In the first recent study, published in 1997, the Kuna diet is described as 29% lower in fat than the average US diet (56 g/day), 23% lower in protein (12.2 g), 60% higher in cholesterol, and higher in sodium and fiber. The study doesn't specifically mention this, but the reader is left to infer that 65% of their calories come from carbohydrate. This would be from plantains, corn, yucca, sugar and beans. The fat in their diet comes almost exclusively from coconut, cocoa and fish: mostly saturated and omega-3 fats.

In the next study, the picture is slightly different. Their staple stew, tule masi, is described as being 38% fat by calories (from coconut and fish), exceeding the American average.

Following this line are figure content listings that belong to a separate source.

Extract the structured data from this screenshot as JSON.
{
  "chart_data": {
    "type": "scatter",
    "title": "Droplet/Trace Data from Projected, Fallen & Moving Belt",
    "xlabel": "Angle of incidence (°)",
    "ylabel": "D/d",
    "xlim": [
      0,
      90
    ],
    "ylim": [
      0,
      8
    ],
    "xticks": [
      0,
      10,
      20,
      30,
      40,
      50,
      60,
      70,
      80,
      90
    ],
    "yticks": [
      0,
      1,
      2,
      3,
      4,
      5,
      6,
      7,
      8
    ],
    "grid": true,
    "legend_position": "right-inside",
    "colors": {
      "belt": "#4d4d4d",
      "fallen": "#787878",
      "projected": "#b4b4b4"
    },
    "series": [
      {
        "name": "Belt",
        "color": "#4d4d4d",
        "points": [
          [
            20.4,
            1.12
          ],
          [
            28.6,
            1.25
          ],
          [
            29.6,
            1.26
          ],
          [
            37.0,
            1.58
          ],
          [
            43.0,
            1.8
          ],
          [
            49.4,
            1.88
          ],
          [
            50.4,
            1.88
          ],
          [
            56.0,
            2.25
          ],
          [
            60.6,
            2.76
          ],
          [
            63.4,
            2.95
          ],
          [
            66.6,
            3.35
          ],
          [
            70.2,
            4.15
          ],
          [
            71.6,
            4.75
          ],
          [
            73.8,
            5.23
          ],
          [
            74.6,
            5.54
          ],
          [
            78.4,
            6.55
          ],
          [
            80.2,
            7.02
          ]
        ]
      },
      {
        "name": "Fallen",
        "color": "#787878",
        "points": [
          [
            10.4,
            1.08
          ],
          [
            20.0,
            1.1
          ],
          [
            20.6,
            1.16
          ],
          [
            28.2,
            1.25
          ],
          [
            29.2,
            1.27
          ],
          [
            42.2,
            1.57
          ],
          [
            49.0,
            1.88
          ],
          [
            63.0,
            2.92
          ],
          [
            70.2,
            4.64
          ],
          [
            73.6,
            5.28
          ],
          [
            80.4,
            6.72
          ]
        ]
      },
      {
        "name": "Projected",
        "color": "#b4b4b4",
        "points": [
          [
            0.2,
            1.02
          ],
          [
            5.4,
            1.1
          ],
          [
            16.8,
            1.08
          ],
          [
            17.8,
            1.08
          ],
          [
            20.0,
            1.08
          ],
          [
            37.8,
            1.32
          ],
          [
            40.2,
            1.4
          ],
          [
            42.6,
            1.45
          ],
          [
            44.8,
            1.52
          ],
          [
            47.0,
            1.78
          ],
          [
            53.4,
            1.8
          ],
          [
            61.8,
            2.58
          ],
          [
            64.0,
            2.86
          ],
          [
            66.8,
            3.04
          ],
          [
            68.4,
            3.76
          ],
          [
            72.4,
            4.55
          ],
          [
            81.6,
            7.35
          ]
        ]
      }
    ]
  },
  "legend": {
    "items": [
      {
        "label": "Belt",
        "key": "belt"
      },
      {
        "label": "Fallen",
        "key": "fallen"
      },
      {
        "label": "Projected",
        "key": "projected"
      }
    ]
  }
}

In the final study in 2006, Hollenberg's group used a more precise method of accounting for diet composition than was used in previous attempts. The paper doesn't report macronutrients as a percentage of calories however.

I was able to find some clues about their diet composition. First of all, they report the meat consumption of the Kuna at approximately 60 oz per week, mostly from fish. That's 8.6 oz per day, identical to the American average.

By putting together the pieces from the later studies, a new picture emerges: a diet high in fish and moderate in protein, moderate in unprocessed fat (especially saturated and omega-3), and moderately high in mostly unprocessed carbohydrate.

Here's my interpretation. The Kuna are healthier than their city-dwelling cousins for a number of reasons. They have a very favorable omega3:6 ratio due to seafood, wild game and relatively saturated vegetable fats. Their carbohydrate foods are mostly unprocessed and mostly from non-grain sources. They also live an outdoor life full of sunshine (vitamin D) and exercise. The chocolate may also contribute to their health, as it contains high levels of potentially protective polyphenols. They're healthier than industrialized people because they live more naturally.

Another lesson to be learned from the Kuna and other exceptionally healthy indigenous peoples is that the human body can tolerate a large amount of carbohydrate under the right conditions

Convenience Store Survival Training

I was on the road yesterday driving to a county court to defend myself (unsuccessfully) against a speeding ticket. I reluctantly stopped into a convenience store on my way back, to see if there was anything I would eat for lunch.

I actually did find two things that were palatable and not too unhealthy: canned sardines and toasted cashews. The total was $2.50, affordable even for a grad student.

The sardines were canned in "tomato sauce", which I realized later contained soybean oil. Oops. Well I suppose when you get your food at a convenience store, you have to expect such things.

The main thing that bothered me was the trash. I posted a mugshot (above) of the can, fork and plastic bag that I either trashed or recycled as a result of the meal. The total volume of trash was probably almost as much as the total volume of food.

I think if you stick to nuts, canned fish and fresh fruit, it's possible to survive a convenience store stop. And Baby Ruths. Those are healthy, right?